Indian Prime Minister Narendra Modi is set to win a third consecutive term in office in general elections in which voting begins on April 19 and runs over seven days.
The results will be known only on June 4, given that 960 million Indians are eligible to vote. April 26, May 7, May 13, May 20, May 25 and June 1 are the other six days on which voting will be held.
Modi’s Hindu-fundamentalist Bharatiya Janata Party won 282 seats in 2014, and increased that tally to 303 in 2019. Along with its partners in what is known as the National Democratic Alliance, it is being projected to win 399 seats or 75% of the 543 seats in the Lok Sabha or lower house of India’s parliament. The BJP alone is expected to win 342 seats.
Under Modi, India has increased its global influence to the point where many countries, from the US downwards are trying to establish security and trade deals. The US is trying to embrace India in a deeper security relationship, in the hope that it can be a bulwark against China.
The European Union is trying to negotiate a free trade pact given the size of the Indian market, while France is looking to sell more weapons to the subcontinental giant. Germany and the UK, too, are waiting in line, looking to woo Modi.
As Modi’s has cemented his power in India, like all politicians who gain in popularity, he has also grown ambitious to demonstrate his clout abroad.
The alleged assassination of an Indian Sikh nationalist leader in Canada and a bid to neutralise another have been both laid at India’s feet. Modi has also reacted robustly to reports about the country which he deems to be against India, blocking reports from the ABC.
There are fears among many Indians that the country is tilting towards becoming a democracy in name only. In Foreign Affairs, well-known Indian journalist Ramachandra Guha wrote that the Indian National Congress, the party of the country’s first prime minister, Jawaharlal Nehru, “was committed to religious pluralism, in keeping with the Indian constitutional obligation to assure citizens ‘liberty of thought, expression, belief, faith and worship’.
“The BJP, on the other hand, wishes to make India a majoritarian state in which politics, public policy, and even everyday life are cast in a Hindu idiom.”
Guha also pointed to some signs of the deterioration in the country’s systems. “Parliament is no longer an active theatre of debate, in which the views of the opposition are taken into account in forging legislation,” he noted.
“Many bills are passed in minutes, by voice vote, with the speakers in both houses acting in an extremely partisan manner. Opposition members of parliament have been suspended in the dozens —and in one recent case, in the hundreds — for demanding that the prime minister and home minister make statements about such important matters as bloody ethnic conflicts in India’s borderlands and security breaches in Parliament itself.”
British journalist Simon Tisdall pointed to the level of hubris that had been reached in India by pointing to some musings of the Indian Foreign Minister Subrahmanyam Jaishankar. India’s priorities should be to “engage America, manage China, cultivate Europe, reassure Russia, bring Japan into play, draw neighbours in, extend the neighbourhood and expand traditional constituencies of support,” this worthy wrote.
Guha expressed the fears of many Indians, saying, “Modi and the BJP seem poised to win their third general election in a row. This victory would further magnify the prime minister’s aura, enhancing his image as India’s redeemer.
“His supporters will boast that their man is assuredly taking his country toward becoming the Vishwa Guru, the teacher to the world. Yet such triumphalism cannot mask the deep fault lines underneath, which — unless recognised and addressed — will only widen in the years to come.”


Instructions to follow
Work through the entries below and report how many lines include "features". The number alone is the answer.

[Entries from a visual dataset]

-- Opening Marker --

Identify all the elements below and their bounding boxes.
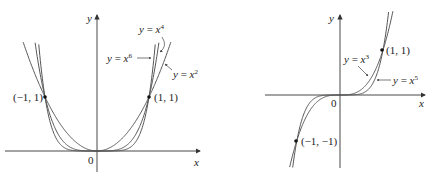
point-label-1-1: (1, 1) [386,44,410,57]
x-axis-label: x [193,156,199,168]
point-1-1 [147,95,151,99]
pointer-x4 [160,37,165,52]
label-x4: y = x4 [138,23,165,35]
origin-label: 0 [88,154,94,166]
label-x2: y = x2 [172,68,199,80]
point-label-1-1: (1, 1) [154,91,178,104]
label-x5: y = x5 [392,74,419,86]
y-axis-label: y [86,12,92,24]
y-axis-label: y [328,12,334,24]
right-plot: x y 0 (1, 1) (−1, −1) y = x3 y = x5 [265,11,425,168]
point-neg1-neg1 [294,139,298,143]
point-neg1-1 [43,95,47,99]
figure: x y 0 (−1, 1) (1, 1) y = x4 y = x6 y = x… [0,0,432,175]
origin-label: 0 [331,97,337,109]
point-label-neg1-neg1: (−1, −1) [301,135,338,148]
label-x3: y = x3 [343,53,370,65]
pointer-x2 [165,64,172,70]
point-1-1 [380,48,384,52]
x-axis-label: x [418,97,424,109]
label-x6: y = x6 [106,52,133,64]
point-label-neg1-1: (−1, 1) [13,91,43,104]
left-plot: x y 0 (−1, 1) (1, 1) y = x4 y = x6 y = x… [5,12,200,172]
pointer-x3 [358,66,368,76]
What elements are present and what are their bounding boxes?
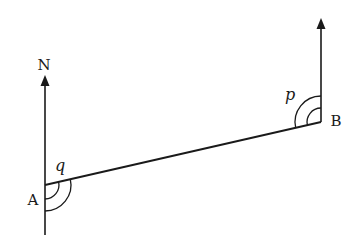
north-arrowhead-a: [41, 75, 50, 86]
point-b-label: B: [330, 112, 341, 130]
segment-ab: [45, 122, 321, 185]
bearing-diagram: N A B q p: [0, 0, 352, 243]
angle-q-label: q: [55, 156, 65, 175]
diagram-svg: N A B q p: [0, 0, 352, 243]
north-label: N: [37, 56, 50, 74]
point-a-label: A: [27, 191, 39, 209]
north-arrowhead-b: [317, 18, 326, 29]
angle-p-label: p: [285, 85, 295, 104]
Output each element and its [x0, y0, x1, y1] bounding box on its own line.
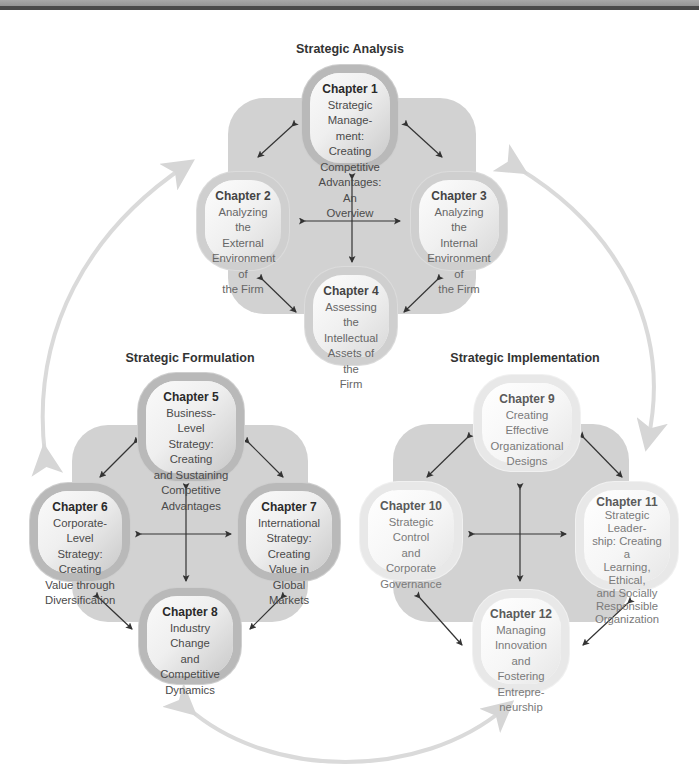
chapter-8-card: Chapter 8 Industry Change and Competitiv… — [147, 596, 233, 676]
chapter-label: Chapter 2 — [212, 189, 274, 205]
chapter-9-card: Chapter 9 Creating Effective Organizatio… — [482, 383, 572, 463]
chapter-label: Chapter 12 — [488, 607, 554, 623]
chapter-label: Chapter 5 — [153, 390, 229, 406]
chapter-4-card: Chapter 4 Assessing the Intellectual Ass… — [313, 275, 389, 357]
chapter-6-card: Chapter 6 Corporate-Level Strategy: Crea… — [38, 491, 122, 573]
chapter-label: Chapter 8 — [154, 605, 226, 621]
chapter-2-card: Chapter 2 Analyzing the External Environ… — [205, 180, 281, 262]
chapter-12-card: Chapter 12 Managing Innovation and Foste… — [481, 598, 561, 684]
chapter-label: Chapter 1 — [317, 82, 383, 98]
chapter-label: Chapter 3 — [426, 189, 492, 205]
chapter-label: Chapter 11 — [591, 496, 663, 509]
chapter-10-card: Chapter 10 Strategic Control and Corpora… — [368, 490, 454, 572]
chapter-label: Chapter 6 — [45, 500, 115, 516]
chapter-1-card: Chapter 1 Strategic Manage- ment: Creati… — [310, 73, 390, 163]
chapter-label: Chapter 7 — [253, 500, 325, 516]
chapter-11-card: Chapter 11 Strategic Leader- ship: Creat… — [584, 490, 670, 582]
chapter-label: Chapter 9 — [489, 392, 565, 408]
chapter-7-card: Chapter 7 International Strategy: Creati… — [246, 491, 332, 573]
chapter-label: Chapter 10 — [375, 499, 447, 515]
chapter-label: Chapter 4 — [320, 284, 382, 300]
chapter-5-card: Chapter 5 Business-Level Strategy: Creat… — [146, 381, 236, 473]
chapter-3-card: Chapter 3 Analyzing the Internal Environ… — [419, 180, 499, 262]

-- Closing Marker --
-- Opening Marker --

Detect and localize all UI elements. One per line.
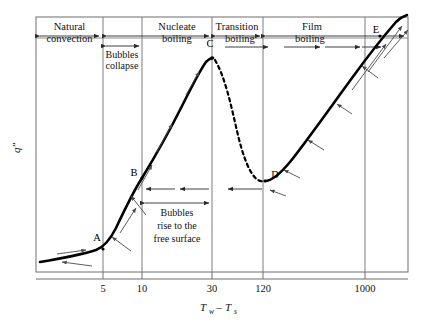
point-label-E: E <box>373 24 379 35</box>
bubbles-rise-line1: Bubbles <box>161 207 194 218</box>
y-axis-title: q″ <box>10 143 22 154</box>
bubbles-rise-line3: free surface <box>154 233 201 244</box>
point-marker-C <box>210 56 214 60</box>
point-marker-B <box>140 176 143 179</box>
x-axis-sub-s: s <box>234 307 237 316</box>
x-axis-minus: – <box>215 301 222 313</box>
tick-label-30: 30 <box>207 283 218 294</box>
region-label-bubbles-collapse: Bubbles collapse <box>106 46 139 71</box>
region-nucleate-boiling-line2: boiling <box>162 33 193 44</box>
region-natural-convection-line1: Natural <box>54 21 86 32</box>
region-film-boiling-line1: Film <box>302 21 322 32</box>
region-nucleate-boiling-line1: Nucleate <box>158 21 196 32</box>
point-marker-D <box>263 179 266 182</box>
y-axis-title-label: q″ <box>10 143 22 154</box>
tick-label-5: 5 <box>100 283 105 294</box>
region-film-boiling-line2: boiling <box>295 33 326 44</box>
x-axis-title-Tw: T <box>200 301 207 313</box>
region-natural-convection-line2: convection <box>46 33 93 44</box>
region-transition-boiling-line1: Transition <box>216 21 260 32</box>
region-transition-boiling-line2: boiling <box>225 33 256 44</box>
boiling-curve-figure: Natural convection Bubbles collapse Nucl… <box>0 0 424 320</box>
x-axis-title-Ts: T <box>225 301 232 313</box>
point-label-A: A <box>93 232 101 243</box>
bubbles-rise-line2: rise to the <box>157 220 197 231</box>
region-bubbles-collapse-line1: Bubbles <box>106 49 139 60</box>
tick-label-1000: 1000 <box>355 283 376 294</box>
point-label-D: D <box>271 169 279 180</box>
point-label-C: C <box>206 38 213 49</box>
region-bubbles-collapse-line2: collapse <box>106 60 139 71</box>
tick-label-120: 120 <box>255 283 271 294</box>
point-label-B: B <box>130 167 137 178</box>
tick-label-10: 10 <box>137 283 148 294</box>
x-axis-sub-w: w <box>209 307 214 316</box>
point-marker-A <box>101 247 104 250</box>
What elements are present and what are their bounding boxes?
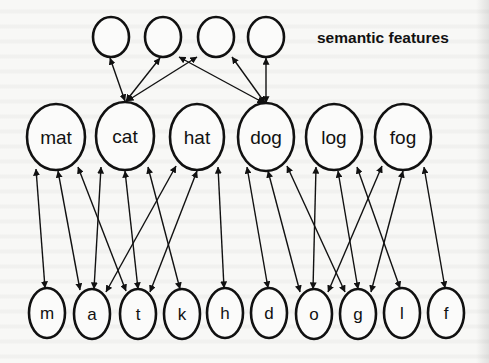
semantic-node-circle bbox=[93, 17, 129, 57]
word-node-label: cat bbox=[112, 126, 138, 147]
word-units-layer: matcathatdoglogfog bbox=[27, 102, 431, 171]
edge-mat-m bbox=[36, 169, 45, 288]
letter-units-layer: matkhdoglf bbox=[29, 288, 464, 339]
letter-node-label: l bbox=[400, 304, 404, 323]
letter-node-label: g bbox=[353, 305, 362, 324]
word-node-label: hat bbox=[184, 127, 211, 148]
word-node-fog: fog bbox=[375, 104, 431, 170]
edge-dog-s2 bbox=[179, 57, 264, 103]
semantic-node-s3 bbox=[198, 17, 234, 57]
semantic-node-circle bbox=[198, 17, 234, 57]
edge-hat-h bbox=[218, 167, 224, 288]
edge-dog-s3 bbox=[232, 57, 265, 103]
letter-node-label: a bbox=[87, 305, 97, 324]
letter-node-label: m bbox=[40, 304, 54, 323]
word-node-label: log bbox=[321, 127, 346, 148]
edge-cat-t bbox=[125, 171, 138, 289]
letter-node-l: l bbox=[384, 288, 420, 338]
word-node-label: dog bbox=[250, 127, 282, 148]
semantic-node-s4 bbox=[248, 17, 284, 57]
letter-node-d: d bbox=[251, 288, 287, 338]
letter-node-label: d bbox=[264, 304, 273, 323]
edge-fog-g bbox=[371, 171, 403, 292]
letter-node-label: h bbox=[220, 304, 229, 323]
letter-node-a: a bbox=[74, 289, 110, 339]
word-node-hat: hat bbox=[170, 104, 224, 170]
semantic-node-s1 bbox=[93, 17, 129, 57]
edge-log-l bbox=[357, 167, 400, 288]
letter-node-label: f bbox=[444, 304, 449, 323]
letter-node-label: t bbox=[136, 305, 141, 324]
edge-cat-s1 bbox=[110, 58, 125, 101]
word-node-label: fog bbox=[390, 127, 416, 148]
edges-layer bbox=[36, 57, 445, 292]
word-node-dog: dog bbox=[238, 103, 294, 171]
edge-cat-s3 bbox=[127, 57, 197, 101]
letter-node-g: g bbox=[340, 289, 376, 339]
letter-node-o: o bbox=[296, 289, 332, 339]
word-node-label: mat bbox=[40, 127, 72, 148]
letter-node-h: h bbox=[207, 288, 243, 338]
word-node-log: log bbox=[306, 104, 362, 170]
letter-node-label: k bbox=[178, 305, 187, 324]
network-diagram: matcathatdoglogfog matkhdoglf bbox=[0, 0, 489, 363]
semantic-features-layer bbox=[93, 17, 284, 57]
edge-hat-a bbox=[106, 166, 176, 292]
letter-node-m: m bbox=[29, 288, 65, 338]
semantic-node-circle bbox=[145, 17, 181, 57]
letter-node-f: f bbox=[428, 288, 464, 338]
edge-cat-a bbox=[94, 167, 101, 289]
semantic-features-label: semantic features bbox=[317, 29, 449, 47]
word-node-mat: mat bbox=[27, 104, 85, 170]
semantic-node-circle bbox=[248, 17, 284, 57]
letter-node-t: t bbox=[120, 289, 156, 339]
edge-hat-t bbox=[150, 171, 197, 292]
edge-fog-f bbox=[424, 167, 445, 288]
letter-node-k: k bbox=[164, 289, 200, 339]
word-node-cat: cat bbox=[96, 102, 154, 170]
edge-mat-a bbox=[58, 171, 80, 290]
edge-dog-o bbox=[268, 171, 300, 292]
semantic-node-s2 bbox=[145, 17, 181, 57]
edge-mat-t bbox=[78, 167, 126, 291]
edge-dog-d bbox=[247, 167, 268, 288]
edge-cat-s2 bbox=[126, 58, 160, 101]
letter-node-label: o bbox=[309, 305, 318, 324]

-- Closing Marker --
-- Opening Marker --

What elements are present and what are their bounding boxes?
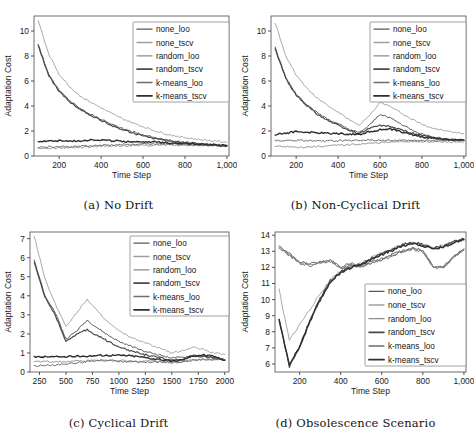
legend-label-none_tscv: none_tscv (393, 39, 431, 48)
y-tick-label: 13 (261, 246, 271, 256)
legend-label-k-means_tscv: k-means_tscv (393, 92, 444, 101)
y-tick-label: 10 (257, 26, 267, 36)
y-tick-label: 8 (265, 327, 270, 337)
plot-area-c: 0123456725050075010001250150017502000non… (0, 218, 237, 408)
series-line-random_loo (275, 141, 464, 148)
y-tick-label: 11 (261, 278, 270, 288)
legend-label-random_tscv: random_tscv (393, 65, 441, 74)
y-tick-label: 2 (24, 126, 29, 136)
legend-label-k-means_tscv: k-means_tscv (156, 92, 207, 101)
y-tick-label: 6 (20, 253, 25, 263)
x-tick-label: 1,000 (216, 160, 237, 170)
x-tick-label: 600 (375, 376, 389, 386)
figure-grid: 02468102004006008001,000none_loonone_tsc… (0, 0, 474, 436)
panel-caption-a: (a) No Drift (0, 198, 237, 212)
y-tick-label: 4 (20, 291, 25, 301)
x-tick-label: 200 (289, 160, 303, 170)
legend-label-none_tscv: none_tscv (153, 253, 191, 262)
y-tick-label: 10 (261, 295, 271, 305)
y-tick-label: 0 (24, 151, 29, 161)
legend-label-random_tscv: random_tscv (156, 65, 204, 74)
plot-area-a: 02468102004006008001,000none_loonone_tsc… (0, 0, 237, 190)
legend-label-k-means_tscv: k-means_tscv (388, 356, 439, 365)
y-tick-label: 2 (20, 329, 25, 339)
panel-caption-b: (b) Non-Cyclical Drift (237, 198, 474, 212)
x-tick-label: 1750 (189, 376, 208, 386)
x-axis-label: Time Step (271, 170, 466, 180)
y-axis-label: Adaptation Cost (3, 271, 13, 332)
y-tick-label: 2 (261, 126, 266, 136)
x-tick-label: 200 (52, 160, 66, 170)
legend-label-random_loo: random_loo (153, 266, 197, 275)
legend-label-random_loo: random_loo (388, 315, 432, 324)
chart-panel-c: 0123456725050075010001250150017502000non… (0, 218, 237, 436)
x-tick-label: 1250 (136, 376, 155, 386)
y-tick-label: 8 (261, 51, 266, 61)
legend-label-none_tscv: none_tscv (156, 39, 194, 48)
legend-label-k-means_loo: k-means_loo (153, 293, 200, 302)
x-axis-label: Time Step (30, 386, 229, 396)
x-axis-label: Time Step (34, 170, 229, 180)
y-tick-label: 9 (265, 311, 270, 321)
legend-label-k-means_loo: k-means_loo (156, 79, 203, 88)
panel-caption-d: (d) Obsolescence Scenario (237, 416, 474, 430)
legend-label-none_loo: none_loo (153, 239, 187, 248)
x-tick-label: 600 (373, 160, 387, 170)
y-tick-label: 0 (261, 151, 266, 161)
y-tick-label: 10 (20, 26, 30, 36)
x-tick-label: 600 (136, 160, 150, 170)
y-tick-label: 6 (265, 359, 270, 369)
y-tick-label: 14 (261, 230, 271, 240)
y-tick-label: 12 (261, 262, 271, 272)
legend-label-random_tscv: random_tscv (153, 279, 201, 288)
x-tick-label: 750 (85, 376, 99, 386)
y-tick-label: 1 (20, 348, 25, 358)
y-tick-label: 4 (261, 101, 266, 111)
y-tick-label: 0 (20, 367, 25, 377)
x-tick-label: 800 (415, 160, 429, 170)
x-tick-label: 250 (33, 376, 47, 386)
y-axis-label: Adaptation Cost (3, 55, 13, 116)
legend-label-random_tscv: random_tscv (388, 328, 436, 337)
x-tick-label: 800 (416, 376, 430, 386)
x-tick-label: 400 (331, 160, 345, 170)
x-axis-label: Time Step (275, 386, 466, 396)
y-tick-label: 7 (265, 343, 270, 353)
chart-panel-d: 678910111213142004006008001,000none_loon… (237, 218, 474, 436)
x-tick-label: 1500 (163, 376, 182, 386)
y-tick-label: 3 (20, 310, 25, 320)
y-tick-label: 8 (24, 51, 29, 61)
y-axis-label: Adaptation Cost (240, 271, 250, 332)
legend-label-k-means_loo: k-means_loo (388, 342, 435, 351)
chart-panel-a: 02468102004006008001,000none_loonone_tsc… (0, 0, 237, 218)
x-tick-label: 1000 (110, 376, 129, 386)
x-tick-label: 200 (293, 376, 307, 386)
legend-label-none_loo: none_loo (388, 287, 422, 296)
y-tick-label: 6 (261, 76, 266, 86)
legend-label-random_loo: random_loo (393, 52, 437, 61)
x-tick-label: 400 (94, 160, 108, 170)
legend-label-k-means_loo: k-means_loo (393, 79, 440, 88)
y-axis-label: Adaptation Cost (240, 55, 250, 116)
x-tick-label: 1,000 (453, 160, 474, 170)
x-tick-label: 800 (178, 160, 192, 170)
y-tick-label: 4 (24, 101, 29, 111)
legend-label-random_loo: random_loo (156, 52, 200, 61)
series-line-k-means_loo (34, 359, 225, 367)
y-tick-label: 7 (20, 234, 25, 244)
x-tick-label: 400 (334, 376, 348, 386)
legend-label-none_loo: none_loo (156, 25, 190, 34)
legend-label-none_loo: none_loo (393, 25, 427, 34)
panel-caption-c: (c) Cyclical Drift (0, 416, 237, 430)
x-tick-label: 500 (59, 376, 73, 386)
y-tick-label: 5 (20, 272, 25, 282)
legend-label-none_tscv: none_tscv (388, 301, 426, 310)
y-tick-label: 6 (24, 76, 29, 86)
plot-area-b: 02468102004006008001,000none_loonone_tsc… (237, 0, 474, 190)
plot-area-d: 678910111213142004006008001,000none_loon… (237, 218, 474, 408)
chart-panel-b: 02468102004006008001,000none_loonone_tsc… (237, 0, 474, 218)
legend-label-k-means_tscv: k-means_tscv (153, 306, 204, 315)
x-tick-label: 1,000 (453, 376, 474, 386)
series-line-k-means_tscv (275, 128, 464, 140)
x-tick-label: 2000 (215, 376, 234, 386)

-- Closing Marker --

Response to this exercise
2